Heddy looked at him and the oddest look came over her face. It was as if she only now really saw him near Carrie’s body and the sight sickened her. She ducked and crab-walked to where he kneeled. “C’mon, we’re going.”
Crow glanced down at Carrie; his gaze riveted on her struggling face.
“Okay,” he said finally, moving away from the bleeding woman.
“I’m telling you one last time, Jay,” Heddy called to Jay where he crouched at the window. “We’re leaving. It’s our only chance. You coming?”
Jay dropped suddenly to the floor and crawled over to join them. “Yeah, I’m coming,” he said, avoiding looking at his wounded wife.
Heddy gestured to Crow and they made for the kitchen and the back door there.
The gunfire still came from the front of the house, no one there realizing the people trapped in the house were on their way out.
#
CROW thought he knew the future when he saw the kid run out the door into the gunfire. They’d all be dead before the sun ever got up to the middle of the sky that day. A premonition? No, it was simple enough to realize what was coming for him.
When Carrie went down, Crow knew then that the whole thing was falling apart. His suggestion that he and Heddy go out the back was a last desperate attempt to sidestep what he knew was going to happen.

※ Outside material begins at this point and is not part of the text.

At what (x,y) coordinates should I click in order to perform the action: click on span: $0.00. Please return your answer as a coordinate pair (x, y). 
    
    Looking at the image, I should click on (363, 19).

They were not going to be able to hold off a whole squad of cops in riot gear. They’d already emptied three of the guns. He didn’t tell Heddy, but his own gun was hitting on an empty clip.
And what good was Jay? He was like some stoned motherfucking chimpanzee walking around dazed or something. He did what Heddy said, but he didn’t seem to have anything left behind his eyes, like he was dead already and he knew it.

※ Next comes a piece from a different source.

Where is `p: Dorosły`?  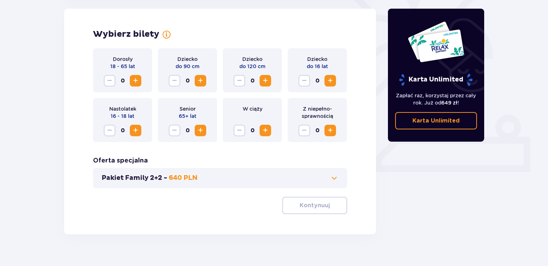
p: Dorosły is located at coordinates (123, 59).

Crow also didn’t really believe the cops didn’t have the back covered. They had to be out there, waiting, biding their time. Sharpshooters, no d
oubt, stationed behind the trees or lying in cover in the swaying tall, dead grass of the field.

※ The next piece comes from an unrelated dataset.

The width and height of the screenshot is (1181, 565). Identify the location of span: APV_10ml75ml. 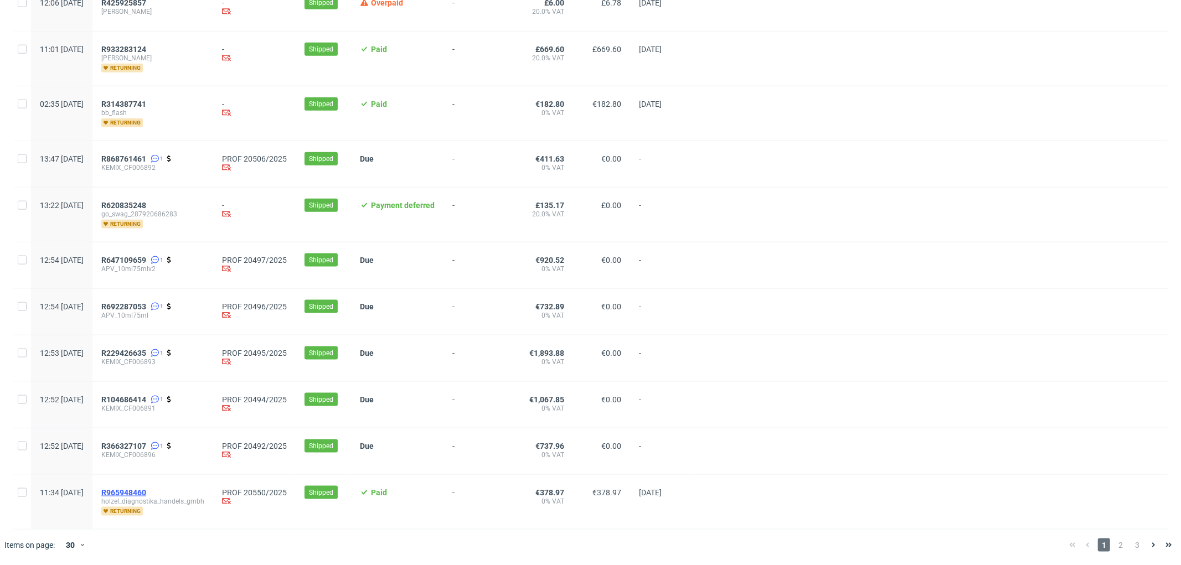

When up against the wall all he knew to do was what he had to do. His whole damn life it was like that, doing what he had to do, going where he had to go, taking down who he had to take down. And now he would die, he was sure of it, the way he had to die. No return to Leavenworth for him. No more cells, guards, and self-serving bastard cons. It was no kind of life, prison, death being preferable. Besides, this time they’d ask for the death sentence and they’d get it. He was in by god Texas where they whacked a dozen death row inmates a month with lethal injections. By god Texas loved death row. They loved whacking out the killers littering their state. What was the goddamn difference if he died today or a year from today? He’d hate to see by god Texas have the privilege when he could handle it himself, today, right now.
At the back door, just before Heddy went ahead of him through it, he drew her back and into the circle of his arms. She smelled of fear-sweat. He buried his face in the crook of her neck, rubbing his face against her skin, taking her sweat onto him. He remembered briefly that it was at the back door of another house a lifetime in the past and a world away when he met her and they’d joined their fates. If he’d known it would have led him here, would he have taken her home that night?
Yeah, he expected he would have.
“We have to go,” she said, pushing him away.
The gunfire had stopped and a solemn waiting silence had settled over the house. Suddenly they both flinched as they heard the voice on the bullhorn say, “Come out. No one will shoot. Surrender now and send out the hostages first.”
Crow rummaged in his leather bag, digging deep beneath the manila envelope of money. He brought out the last of his speed, ripped over the foil and stuffed the crystals in his mouth. He tongued it from behind his molars, pushing all of it underneath his tongue where it bulged out his lower lip. It was the only time in his life he wished he had a way to shoot it straight into his veins.